Category Archives: youth league

Zodwa Nsibande

Zodwa Nsibande

Zodwa Nsibande was elected as the first General Secretary of the Abahlali baseMjondlo Youth League on 16 June 2008 and re-elected on 16 June 2009. She is also the National Administrator of the movement working out of the office in the Kennedy Road settlement. She is 25.

Zodwa has been involved in all the activities of the movement but has played a particularly important role in the annual Back to School Campaigns, the University of Abahlali baseMjondolo, resistance to evictions, resistance to xenophobica, solidarity with comrades who have been arrested, Haiti solidarity, UnFreedom Day Campaigns, the 2008 City Wide Shack Fire Summit and preparing for the movement’s Annual General Meetings.

Zodwa was born in eNhlalakahle in eMdlovana (Greytown) in 1984. Her grandfather worked on the railways and her grandmother worked for the Municipality. Her father was an ambulance driver. Her mother, Zandile Nsibande, moved to Durban in 1991 and found work as a sewing machinist in a clothing factory in Tongaat. In 1997 she moved to the Kennedy Road settlement after she was retrenched.

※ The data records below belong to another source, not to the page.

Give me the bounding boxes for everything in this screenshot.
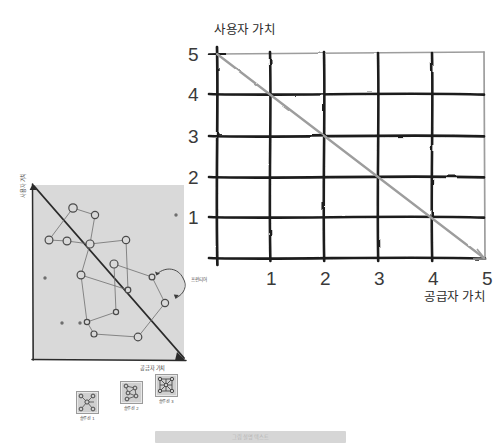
- solution-item-1[interactable]: 솔루션 1: [71, 391, 103, 421]
- scatter-point: [110, 260, 118, 268]
- y-tick-label-5: 5: [182, 44, 204, 66]
- solution-label: 솔루션 1: [71, 415, 103, 421]
- network-nodes-icon: [76, 391, 99, 414]
- scatter-dot: [78, 321, 81, 324]
- scatter-point: [149, 274, 155, 280]
- solution-label: 솔루션 2: [115, 405, 147, 411]
- y-tick-label-4: 4: [182, 84, 204, 106]
- scatter-point: [122, 236, 129, 243]
- x-tick-label-2: 2: [314, 268, 336, 290]
- scatter-dot: [43, 276, 46, 279]
- scatter-point: [63, 237, 71, 245]
- scatter-dot: [174, 213, 177, 216]
- main-chart-y-axis-title: 사용자 가치: [214, 19, 276, 38]
- x-tick-label-3: 3: [368, 268, 390, 290]
- scatter-point: [125, 287, 131, 293]
- main-chart: 5 4 3 2 1 1 2 3 4 5: [196, 16, 495, 304]
- scatter-x-axis-title: 공급자 가치: [140, 364, 165, 371]
- scatter-frontier-annotation: 프런티어: [191, 276, 207, 282]
- solution-item-2[interactable]: 솔루션 2: [115, 381, 147, 411]
- scatter-point: [161, 299, 168, 306]
- scatter-point: [91, 211, 98, 218]
- scatter-point: [84, 319, 89, 324]
- x-tick-label-1: 1: [260, 268, 282, 290]
- scatter-canvas: [20, 182, 200, 377]
- solution-item-3[interactable]: 솔루션 3: [150, 374, 182, 404]
- main-chart-x-axis-title: 공급자 가치: [424, 286, 486, 305]
- scatter-point: [69, 204, 77, 212]
- scatter-point: [45, 236, 53, 244]
- network-nodes-icon: [155, 374, 178, 397]
- scatter-y-axis-title: 사용자 가치: [19, 188, 26, 198]
- scatter-point: [86, 240, 94, 248]
- y-tick-label-3: 3: [182, 126, 204, 148]
- solution-label: 솔루션 3: [150, 398, 182, 404]
- chart-horizontal-gridlines: [209, 94, 485, 259]
- bottom-caption-bar: 그림 설명 텍스트: [155, 431, 346, 443]
- scatter-point: [91, 331, 97, 337]
- main-chart-canvas: [196, 16, 495, 304]
- scatter-point: [113, 309, 118, 314]
- scatter-thumbnail-panel: [20, 182, 200, 377]
- frontier-line: [217, 54, 485, 259]
- bottom-caption-text: 그림 설명 텍스트: [155, 431, 346, 443]
- scatter-point: [77, 271, 85, 279]
- scatter-dot: [60, 321, 63, 324]
- scatter-point: [134, 333, 142, 341]
- network-nodes-icon: [120, 381, 143, 404]
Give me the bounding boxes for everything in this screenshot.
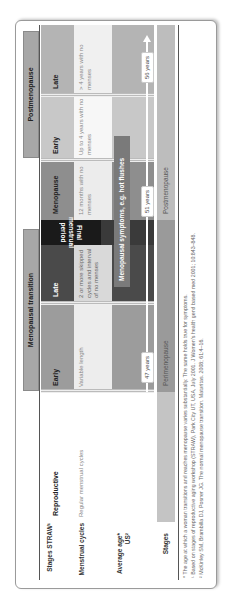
stage-bar-reproductive [157, 392, 175, 522]
final-menstrual-period-label: Final menstrual period [59, 217, 83, 248]
column-reproductive [41, 392, 154, 472]
row-label-average-age: Average age* US² [116, 533, 132, 578]
menopause-stages-table-rotated: Menopausal transition Postmenopause Fina… [0, 0, 231, 601]
row-label-menstrual-cycles: Menstrual cycles [78, 523, 86, 578]
final-menstrual-period-marker: Final menstrual period [41, 220, 101, 245]
row-label-stages: Stages [162, 533, 170, 578]
stage-bar-perimenopause: Perimenopause [157, 220, 175, 392]
group-header-menopausal-transition: Menopausal transition [23, 229, 39, 391]
header-mt-late: Late [41, 283, 71, 303]
cycles-pm-late: > 4 years with no menses [74, 25, 93, 95]
group-header-postmenopause: Postmenopause [23, 31, 39, 158]
table-bottom-rule [178, 25, 179, 580]
age-marker-47: 47 years [141, 352, 154, 383]
header-reproductive: Reproductive [41, 471, 71, 522]
footnote-mckinley: ² McKinley SM, Brambilla DJ, Posner JG. … [198, 338, 205, 578]
cycles-menopause: 12 months with no menses [74, 160, 93, 220]
row-label-stages-straw: Stages STRAW¹ [46, 523, 54, 578]
arrow-right-icon [143, 35, 151, 42]
cycles-reproductive: Regular menstrual cycles [74, 392, 86, 522]
header-pm-late: Late [41, 75, 71, 95]
cycles-mt-early: Variable length [74, 303, 86, 392]
header-pm-early: Early [41, 137, 71, 160]
table-card: Menopausal transition Postmenopause Fina… [15, 20, 217, 589]
cycles-pm-early: Up to 4 years with no menses [74, 95, 93, 160]
age-marker-51: 51 years [141, 186, 154, 217]
table-top-rule [39, 25, 40, 580]
footnote-age: * The age at which a woman transitions a… [182, 294, 189, 578]
footnote-straw: ¹ Based on stages of reproductive aging … [190, 233, 197, 578]
header-menopause: Menopause [41, 175, 71, 220]
age-marker-56: 56 years [141, 52, 154, 83]
header-mt-early: Early [41, 369, 71, 392]
cycles-mt-late: 2 or more skipped cycles and interval of… [74, 245, 101, 303]
stage-bar-postmenopause: Postmenopause [157, 25, 175, 220]
symptoms-bar: Menopausal symptoms, e.g. hot flushes [114, 136, 130, 287]
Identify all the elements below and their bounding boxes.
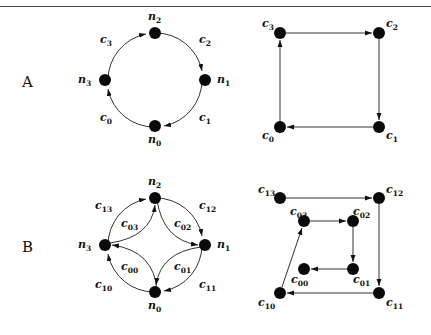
label-b-sq-c03: c03 — [290, 205, 307, 220]
node-b-c13 — [274, 192, 286, 204]
label-a-c1: c1 — [199, 111, 211, 126]
node-a-n2 — [149, 27, 161, 39]
label-a-sq-c2: c2 — [386, 17, 398, 32]
figure-canvas: A B n2 n1 n0 n3 c3 c2 c1 c0 c3 c2 c1 c0 — [0, 0, 431, 335]
node-a-c3 — [274, 27, 286, 39]
node-a-c2 — [373, 27, 385, 39]
label-b-sq-c12: c12 — [386, 183, 403, 198]
label-b-c02: c02 — [174, 217, 191, 232]
label-b-sq-c01: c01 — [353, 273, 370, 288]
row-label-b: B — [22, 238, 33, 256]
label-b-c11: c11 — [199, 278, 216, 293]
label-b-sq-c13: c13 — [258, 183, 275, 198]
label-a-n2: n2 — [148, 10, 161, 25]
label-b-c13: c13 — [95, 199, 112, 214]
label-a-sq-c0: c0 — [262, 129, 274, 144]
node-b-n1 — [199, 239, 211, 251]
label-b-sq-c10: c10 — [258, 296, 275, 311]
node-b-n0 — [149, 286, 161, 298]
label-a-c0: c0 — [100, 111, 112, 126]
row-label-a: A — [21, 73, 33, 91]
label-a-c2: c2 — [199, 33, 211, 48]
node-b-c12 — [373, 192, 385, 204]
node-b-n3 — [99, 239, 111, 251]
label-a-c3: c3 — [100, 33, 112, 48]
node-b-c10 — [274, 287, 286, 299]
edge-a-c1 — [164, 80, 202, 126]
label-b-sq-c00: c00 — [291, 273, 308, 288]
label-b-c01: c01 — [174, 260, 191, 275]
node-a-n1 — [199, 74, 211, 86]
label-a-sq-c1: c1 — [386, 129, 398, 144]
node-b-c00 — [298, 263, 310, 275]
edge-a-c3 — [108, 34, 146, 80]
label-a-n1: n1 — [217, 73, 230, 88]
graph-a-circle: n2 n1 n0 n3 c3 c2 c1 c0 — [78, 10, 230, 148]
label-b-n3: n3 — [78, 238, 91, 253]
node-b-c11 — [373, 287, 385, 299]
label-b-c03: c03 — [121, 217, 138, 232]
label-a-n0: n0 — [148, 133, 161, 148]
label-b-c00: c00 — [121, 260, 138, 275]
label-b-n0: n0 — [148, 299, 161, 314]
label-b-n1: n1 — [217, 238, 230, 253]
node-a-n0 — [149, 120, 161, 132]
graph-a-square: c3 c2 c1 c0 — [262, 17, 398, 144]
label-a-n3: n3 — [78, 73, 91, 88]
node-a-c0 — [274, 121, 286, 133]
graph-b-circle: n2 n1 n0 n3 c13 c12 c11 c10 c03 c02 c01 … — [78, 175, 230, 314]
node-a-c1 — [373, 121, 385, 133]
label-b-n2: n2 — [148, 175, 161, 190]
label-a-sq-c3: c3 — [262, 17, 274, 32]
edge-a-c0 — [108, 89, 155, 127]
node-b-n2 — [149, 192, 161, 204]
edge-a-c2 — [155, 33, 202, 71]
label-b-sq-c02: c02 — [353, 205, 370, 220]
label-b-sq-c11: c11 — [386, 296, 403, 311]
label-b-c10: c10 — [95, 278, 112, 293]
node-a-n3 — [99, 74, 111, 86]
graph-b-square: c13 c12 c11 c10 c03 c02 c01 c00 — [258, 183, 403, 311]
label-b-c12: c12 — [199, 199, 216, 214]
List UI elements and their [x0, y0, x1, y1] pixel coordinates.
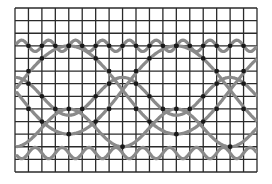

Zodwa moved to Kennedy Road in 2003 after completing High School in eMdlovana to be able to further her studies. She studied Information Technology at Durban Commercial College. In 2005 she and her mother were part of the group of activists that founded Abahlali baseMjindolo. In 2006 she was very badly burnt when a paraffin stove exploded and had to drop out of her studies in her third year.

For Zodwa:

“The Youth League is a space where young leaders of Abahlali baseMjondolo are being groomed so that when their time for leadership comes they can take on their responsibilities. Leaders are not born. They are made in struggle. They learn through long experience in struggle. A leader must know how to listen to everyone, to create space for everyone to speak, to belong and to be respected. A leader must know how to be led. A leader must be able to face repression with courage.

What is important in development is human development whereby a person must grow in mind and social development whereby a person must move from a shack to a house. We have seen the shift in human development. We created this shift ourselves in our movement. My wish is to now see the shift in social development. We are still struggling to see this shift.”

Mazwi Nzimande

Mazwi Nzimande

Mazwi Nzimande was elected as the first chairperson of the Abahlali baseMjondolo Youth League on 16 June 2008. He was re-elected to the position on 16 June 2009.

Mazwi is 18 years old and in his final year at Protea Secondary School in Chatsworth Durban. He lives in the Joe Slovo settlement which is between Chatsworth and Lamontville and is an additional member of the Joe Slovo Abahlali baseMjondolo Committee.

He has been involved in many struggles against evictions and police harassment and has worked in solidarity campaigns for Abahlali baseMjondolo activists who have been arrested. He has qualified as a people’s electrician at the University of Abahlali baseMjondolo and has worked closely with Philani Zungu on Operation Khanyisa. He has been particularly involved in appropriating free access to electricity in the Joe Slovo and Pemary Ridge settlements.

Mazwi was born in Umzinto on the KwaZulu-Natal South Coast in 1991 and moved to the Joe Slovo settlement in 1997 at the age of 6. His parents were involved in the founding of the settlements and are both domestic workers.

For Mazwi:

“The Youth League is important because everyone always talks about freedom of expression but we as youth, as poor youth, wanted to know what qualifications we need in this society to be able to speak freely? It was clear to us that this was a right for the rich, not for us. Therefore we have taken this freedom for ourselves. We meet and discuss freely. Now freedom of expression is working for us, now it is real for us. Now that we are organised as the youth we have not only created a space where we can be free with each other. We are respected now. Even the elders listen to us. It has changed my life a lot to be in the youth league.

The most important thing about Abahlali baseMjondolo is that it is the only movement that I know that has a manifesto that has been created by the people, not an individual or an NGO. You don’t need any qualification to be our movement. Everybody who is ready to struggle against poverty is welcome. It does not matter who you are.

We don’t recruit members. People come to us. In fact it is the government that recruits for us.”